Frisco's Grand Park No Longer An 'Urban Legend' As City Can Finally Finish Exide Cleanup

FRISCO, Texas (CBSDFW.COM) - For nearly two decades, Frisco leaders have talked about a plan to turn one of the last large undeveloped sections of the city into one of the largest urban parks in the country.

The vision for Grand Park includes a lake, trails, art, an arboretum, and an expansive children play area - all spread across nearly 1,000 acres of continuous park space.

The undeveloped property is located west of the Dallas North Tollway between Cotton Gun Road and Stonebrook Parkway but will eventually expand east of the Tollway.

"This park will actually be bigger than Central Park in New York," explained Frisco Mayor Jeff Cheney. "This park will have so much that you couldn't expect to experience all of it in a single day or, maybe even a single week."

Grand Park site (CBS 11)

Cheney said the city will pull ideas from some of the most revered parks in the world, such as Chicago's Millennium Park and Tulsa's Gathering Place, to create what he believes will become one of the top destination parks in the country.

However, while it all sounds like a grand idea, after years of talk and no development, Cheney understands why many residents have become skeptical.

"I said it has become an urban legend and people almost stopped believing that it would ever happen," he said.

Frisco Mayor Jeff Cheney (CBS 11)

To understand why in one of the fastest growing cities in America, Grand Park has been so slow to develop, one needs to head upstream on the Stewart Creek a short distance from Grand Park to the site of the old Exide battery recycling plant.

The plant opened in the 1960s.

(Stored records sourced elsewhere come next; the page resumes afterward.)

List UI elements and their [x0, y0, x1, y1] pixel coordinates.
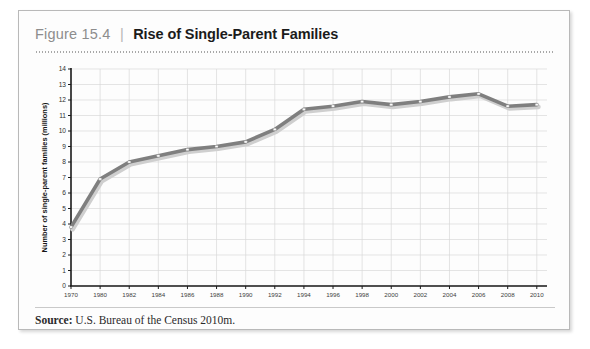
chart-plot-area: 01234567891011121314 1970198019821984198… — [35, 63, 555, 311]
data-point-marker — [99, 178, 102, 180]
x-tick-label: 2004 — [443, 291, 457, 298]
data-point-marker — [70, 226, 73, 228]
x-tick-label: 1970 — [64, 291, 78, 298]
y-tick-label: 12 — [59, 96, 67, 103]
x-tick-label: 1990 — [239, 291, 253, 298]
data-point-marker — [477, 93, 480, 95]
source-note: Source: U.S. Bureau of the Census 2010m. — [35, 314, 235, 326]
axis-layer — [68, 68, 547, 289]
data-point-marker — [506, 105, 509, 107]
x-tick-label: 1984 — [151, 291, 165, 298]
figure-title-divider: | — [115, 26, 129, 42]
x-tick-label: 1986 — [181, 291, 195, 298]
x-tick-label: 1988 — [210, 291, 224, 298]
x-tick-label: 2006 — [472, 291, 486, 298]
x-tick-label: 1996 — [326, 291, 340, 298]
x-tick-label: 1982 — [122, 291, 136, 298]
figure-title: Rise of Single-Parent Families — [133, 26, 338, 42]
series-line-shadow — [73, 96, 539, 229]
x-tick-labels: 1970198019821984198619881990199219941996… — [64, 291, 544, 298]
figure-number: Figure 15.4 — [35, 26, 111, 42]
data-point-marker — [128, 161, 131, 163]
data-point-marker — [273, 128, 276, 130]
title-dotted-rule — [35, 51, 555, 53]
data-point-marker — [186, 149, 189, 151]
x-tick-label: 2008 — [501, 291, 515, 298]
x-tick-label: 1994 — [297, 291, 311, 298]
y-tick-label: 8 — [62, 158, 66, 165]
y-tick-label: 1 — [62, 267, 66, 274]
y-axis-title: Number of single-parent families (millio… — [40, 102, 49, 252]
y-tick-label: 10 — [59, 127, 67, 134]
data-point-marker — [390, 104, 393, 106]
figure-card: Figure 15.4 | Rise of Single-Parent Fami… — [18, 10, 570, 330]
y-tick-label: 2 — [62, 251, 66, 258]
x-tick-label: 1980 — [93, 291, 107, 298]
source-text: U.S. Bureau of the Census 2010m. — [75, 314, 235, 326]
source-label: Source: — [35, 314, 72, 326]
x-tick-label: 1992 — [268, 291, 282, 298]
y-tick-label: 3 — [62, 236, 66, 243]
line-chart: 01234567891011121314 1970198019821984198… — [35, 63, 555, 311]
y-tick-label: 6 — [62, 189, 66, 196]
grid-layer — [71, 69, 547, 286]
data-point-marker — [332, 105, 335, 107]
x-tick-label: 2010 — [530, 291, 544, 298]
source-divider — [35, 307, 555, 308]
y-tick-labels: 01234567891011121314 — [59, 65, 67, 289]
y-tick-label: 11 — [59, 112, 66, 119]
y-tick-label: 7 — [62, 174, 66, 181]
x-tick-label: 2002 — [413, 291, 427, 298]
data-point-marker — [215, 145, 218, 147]
data-point-marker — [419, 100, 422, 102]
data-point-marker — [244, 141, 247, 143]
data-point-marker — [448, 96, 451, 98]
y-axis-title-layer: Number of single-parent families (millio… — [40, 102, 49, 252]
y-tick-label: 9 — [62, 143, 66, 150]
figure-header: Figure 15.4 | Rise of Single-Parent Fami… — [35, 25, 555, 43]
y-tick-label: 13 — [59, 81, 67, 88]
y-tick-label: 0 — [62, 282, 66, 289]
x-tick-label: 2000 — [384, 291, 398, 298]
y-tick-label: 14 — [59, 65, 67, 72]
x-tick-label: 1998 — [355, 291, 369, 298]
y-tick-label: 4 — [62, 220, 66, 227]
data-point-marker — [302, 108, 305, 110]
data-point-marker — [361, 100, 364, 102]
data-point-marker — [157, 155, 160, 157]
y-tick-label: 5 — [62, 205, 66, 212]
data-point-marker — [535, 104, 538, 106]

Inside, for nearly 50 years, millions of old car and industrial batteries were melted and recycled.

The plant created jobs but also some of the highest lead emissions in the country.

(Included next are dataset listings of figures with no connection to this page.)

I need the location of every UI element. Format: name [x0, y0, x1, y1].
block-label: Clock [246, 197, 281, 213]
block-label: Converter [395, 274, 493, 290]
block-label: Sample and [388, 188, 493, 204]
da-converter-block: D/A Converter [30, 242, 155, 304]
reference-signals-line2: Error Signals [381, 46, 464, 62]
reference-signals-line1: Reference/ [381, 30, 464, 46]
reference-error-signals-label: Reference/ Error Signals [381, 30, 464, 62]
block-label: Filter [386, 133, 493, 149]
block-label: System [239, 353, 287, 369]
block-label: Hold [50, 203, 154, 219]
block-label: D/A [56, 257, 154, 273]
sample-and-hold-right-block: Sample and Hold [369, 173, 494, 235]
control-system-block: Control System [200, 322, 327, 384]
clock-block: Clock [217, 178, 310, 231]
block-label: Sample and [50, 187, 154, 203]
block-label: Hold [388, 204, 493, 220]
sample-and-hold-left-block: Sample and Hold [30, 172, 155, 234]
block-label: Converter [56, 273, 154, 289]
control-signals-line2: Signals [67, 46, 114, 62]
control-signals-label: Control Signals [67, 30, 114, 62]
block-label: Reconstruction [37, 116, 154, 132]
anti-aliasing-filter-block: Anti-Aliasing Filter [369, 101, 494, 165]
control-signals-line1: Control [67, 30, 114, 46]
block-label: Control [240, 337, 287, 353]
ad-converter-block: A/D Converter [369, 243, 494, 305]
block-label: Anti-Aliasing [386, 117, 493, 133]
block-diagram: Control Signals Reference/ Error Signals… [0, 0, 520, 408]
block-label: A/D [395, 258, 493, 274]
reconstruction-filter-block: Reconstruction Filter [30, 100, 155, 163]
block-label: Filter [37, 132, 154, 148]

When the U.S. Environmental Protection Agency tighten the air quality standard for lead, the area surrounding the battery recycling plant become one of 16 in the nation that failed meet the new standards.

There was also the toxic waste from the plant that ended up in the soil and in the Stewart Creek.

Follow Stewart Creek downstream and it runs right through the middle of the site of Grand Park.

"Part of building Grand Park may include a lake that's connected to the creek, and so that couldn't start until the creek was cleaned up," Cheney explained.

In 2012, Frisco reached an agreement with Exide. The company agreed to close its plant and clean up the contamination. In exchange, the city would buy the 90 acres around the property from Exide for $45 million.

But the cleanup has still not been finished.

Much of the old Exide site today looks nearly untouched from the day the plant was demolished.

Site of old Exide plant (CBS 11).

The city claimed over the years Exide was cutting corners on the remediation to save money, while Exide claimed the city was getting in its way.

Exide even sued the City of Frisco in 2017.

"If Exide was left responsible to clean up the property, I think they probably would have cleaned it up to the version that my teenagers think the room is clean," explained Cheney. "I always said well we want to make sure mom thinks the room is clean. That is the analogy that I use."

Exide also filed for bankruptcy twice since the original agreement which further delayed cleanup efforts.

"There's been a lot of twist and turns along the way," the mayor said.

However, with little attention, a breakthrough came last October.

After years of negotiations, the City of Frisco was officially given control of the Exide property.

The city said now the cleanup can finally be finished.

For resident, Meghan Green, who helped lead a grassroots group a decade ago to close the Exide plant, the announcement of the city's control came as a "relief."

"I didn't think it would take 10 years from when I started to get this this point but it is a relief," Green said. "Change is hard, it's incremental, and it's slow. Does (the city) have more work to do? Sure. But I think the city obtaining full rights to the property, for me, is the finish line."

Meghan Green talks to Brian New. (CBS 11)

For the city, it's also the starting line for Grand Park.

City officials said the cleanup process could take another five to seven years to complete but the city has funding and, for the first time, the control to do it.

Cheney said he hopes the city can put a shovel in the ground to start Grand Park by the end of the year.

"Sure, we wish it would be open today but, looking forward, it's going to be here sooner than people realize."